Paige snatched the phone out of my hand and turned it off. “You can't use this anymore. I told you that before you left.”

“You didn't
tell me
. You kind of hinted at it.”

“Jesus, Aidan, come on.”

“I can't even call friends?”

“No,”
she practically shouted, before catching herself. “No, you can't, because it may be tapped. Especially after yesterday. Don't you understand the significance of your girlfriend's little visit? It means . . . it means
there's no going back
. They'll be looking for
both
of us now. That's
our reality. It's why I begged you to do what I asked, write that damn post and be done with me. And you wouldn't listen.”

“For good reason.”

“I'm not sure there's such a thing anymore.” Paige stood up and walked over to the built-in wall desk, then turned around and flipped my phone back to me. “But now that you're
in
this, there are some things I need to tell you, because we can't afford even one mistake from here on out.”

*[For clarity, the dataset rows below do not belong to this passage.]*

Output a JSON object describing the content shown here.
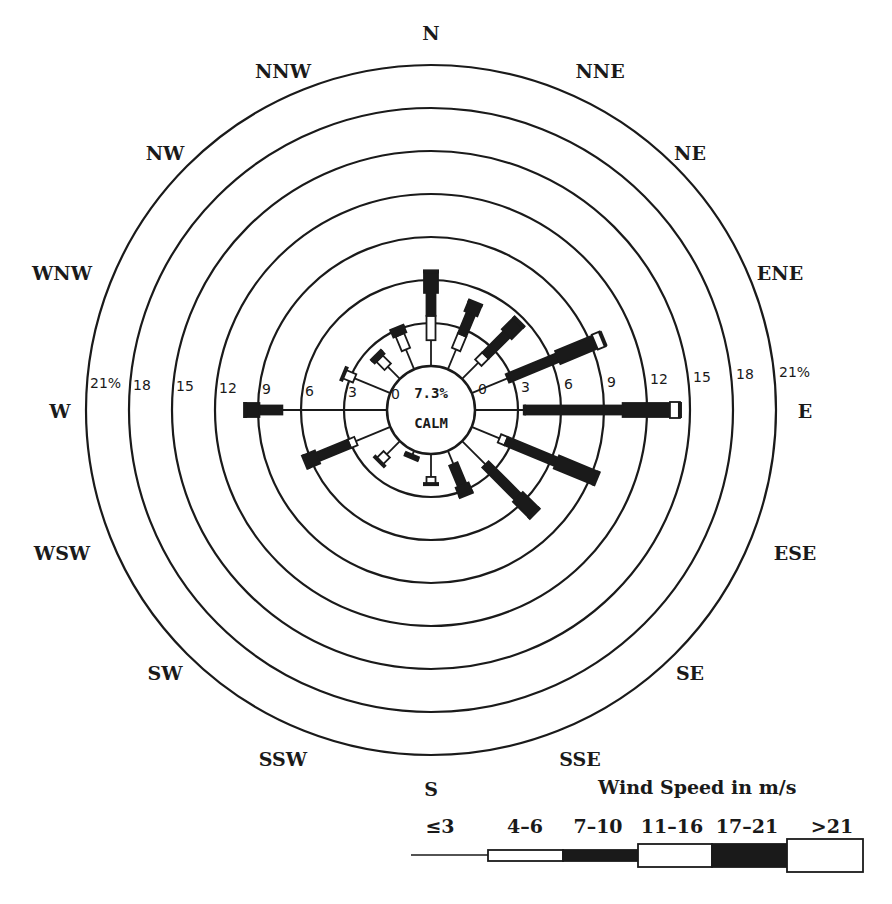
{
  "chart_data": {
    "type": "wind-rose",
    "title": "",
    "calm": {
      "value": "7.3%",
      "label": "CALM"
    },
    "directions": [
      "N",
      "NNE",
      "NE",
      "ENE",
      "E",
      "ESE",
      "SE",
      "SSE",
      "S",
      "SSW",
      "SW",
      "WSW",
      "W",
      "WNW",
      "NW",
      "NNW"
    ],
    "ring_labels_left": [
      "21%",
      "18",
      "15",
      "12",
      "9",
      "6",
      "3",
      "0"
    ],
    "ring_labels_right": [
      "0",
      "3",
      "6",
      "9",
      "12",
      "15",
      "18",
      "21%"
    ],
    "rings_percent": [
      0,
      3,
      6,
      9,
      12,
      15,
      18,
      21
    ],
    "legend": {
      "title": "Wind Speed in m/s",
      "categories": [
        "≤3",
        "4–6",
        "7–10",
        "11–16",
        "17–21",
        ">21"
      ],
      "styles": [
        "line",
        "narrow-white",
        "narrow-black",
        "wide-white",
        "wide-black",
        "widest-white"
      ]
    },
    "series_cumulative_percent": {
      "N": [
        1.8,
        3.5,
        5.1,
        5.1,
        6.6,
        6.6
      ],
      "NNE": [
        1.5,
        2.6,
        4.2,
        4.2,
        5.0,
        5.0
      ],
      "NE": [
        1.6,
        2.3,
        4.4,
        4.4,
        5.6,
        5.6
      ],
      "ENE": [
        2.7,
        2.8,
        6.5,
        6.5,
        9.3,
        9.9
      ],
      "E": [
        3.4,
        3.5,
        10.3,
        10.3,
        13.6,
        14.3
      ],
      "ESE": [
        2.1,
        2.6,
        6.4,
        6.4,
        9.4,
        9.4
      ],
      "SE": [
        2.3,
        2.3,
        5.5,
        5.5,
        7.1,
        7.1
      ],
      "SSE": [
        1.0,
        1.0,
        2.6,
        2.6,
        3.3,
        3.3
      ],
      "S": [
        1.6,
        2.1,
        2.1,
        2.1,
        2.1,
        2.1
      ],
      "SSW": [
        0.3,
        0.3,
        0.3,
        0.3,
        0.5,
        0.5
      ],
      "SW": [
        1.3,
        2.0,
        2.0,
        2.0,
        2.0,
        2.0
      ],
      "WSW": [
        2.6,
        3.1,
        5.5,
        5.5,
        6.4,
        6.4
      ],
      "W": [
        7.3,
        7.3,
        8.9,
        8.9,
        9.9,
        9.9
      ],
      "WNW": [
        2.7,
        3.5,
        3.5,
        3.5,
        3.5,
        3.5
      ],
      "NW": [
        1.2,
        2.0,
        2.0,
        2.0,
        2.3,
        2.3
      ],
      "NNW": [
        1.5,
        2.6,
        2.6,
        2.6,
        3.1,
        3.1
      ]
    },
    "xlabel": "",
    "ylabel": "",
    "legend_position": "bottom-right"
  }
}
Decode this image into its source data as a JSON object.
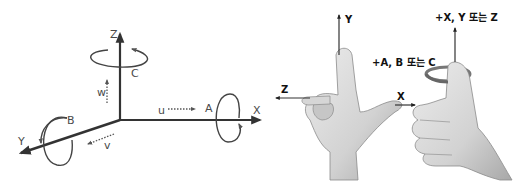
{
  "diagram": {
    "title": "",
    "left_panel": {
      "description": "Machine coordinate axes with linear and rotary axes",
      "axes": [
        {
          "name": "X",
          "label": "X",
          "linear_label": "u",
          "rotary_label": "A"
        },
        {
          "name": "Y",
          "label": "Y",
          "linear_label": "v",
          "rotary_label": "B"
        },
        {
          "name": "Z",
          "label": "Z",
          "linear_label": "w",
          "rotary_label": "C"
        }
      ],
      "labels": {
        "x_axis": "X",
        "y_axis": "Y",
        "z_axis": "Z",
        "rot_x": "A",
        "rot_y": "B",
        "rot_z": "C",
        "lin_x": "u",
        "lin_y": "v",
        "lin_z": "w"
      }
    },
    "right_panel": {
      "description": "Right-hand rule illustrations",
      "hand_axes": {
        "y": "Y",
        "z": "Z",
        "x": "X"
      },
      "thumb_rule": {
        "linear_label": "+X, Y 또는 Z",
        "rotary_label": "+A, B 또는 C"
      }
    },
    "colors": {
      "axis_line": "#333333",
      "text": "#222222",
      "hand_fill": "#d9d9d9",
      "hand_shadow": "#9a9a9a",
      "background": "#ffffff"
    }
  }
}
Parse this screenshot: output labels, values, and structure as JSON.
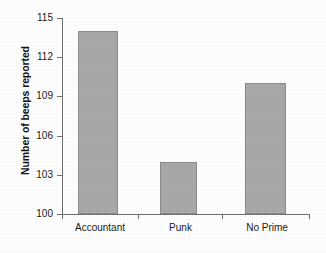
{
  "chart_data": {
    "type": "bar",
    "title": "",
    "xlabel": "",
    "ylabel": "Number of beeps reported",
    "categories": [
      "Accountant",
      "Punk",
      "No Prime"
    ],
    "values": [
      114,
      104,
      110
    ],
    "ylim": [
      100,
      115
    ],
    "yticks": [
      100,
      103,
      106,
      109,
      112,
      115
    ],
    "ytick_labels": [
      "100",
      "103",
      "106",
      "109",
      "112",
      "115"
    ],
    "grid": false,
    "legend": null,
    "bar_color": "#a9a9a9",
    "bar_edge_color": "#8d8d8d",
    "axis_color": "#6f6f6f",
    "background": "#ffffff"
  }
}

And for the next hour she gave me a crash course on survival—how to live on the run, or try. The importance of details. Faces and voices. Clothing and accessories. Names, addresses, license plates. She explained the dangers of cell phones and technology. Stay out of photographs and off the Internet. No landlines either. Public phones were slightly better, because even if the number you were calling was tapped, you usually had time, a minute or two, before a trace could kick in. I sat speechless on the bed, thinking this was how it was in movies—this kind of talk in this kind of room. But on-screen the desperation always led to desire, lust, sex. In reality, I felt anxious and sick to my stomach, because now, finally, it was sinking in. Nowhere was safe.

“Hey,”
she said. “Are you listening? This is important. We have to assume Cressida knows about us, but we need to find out for sure.” Paige looked around the room. “And we have to find another place to stay. This one's a little . . .
obvious
.”

“Well, I took some money out on the way over here. Four hundred bucks, which is pretty much all I've got. Figured I wouldn't be doing much banking for a while.”

“That's right. No ATM cards and no credit cards.”

“What you're trying to say is that you're impressed with my forethought.”

“Vastly.”

“Because I've got another idea,” I said. “About a place to stay. How about Touché's apartment? Just for a night while we work all this out. Hell, he already knows about us, so he'll be cool with it. He likes living dangerously. He grew up with it.”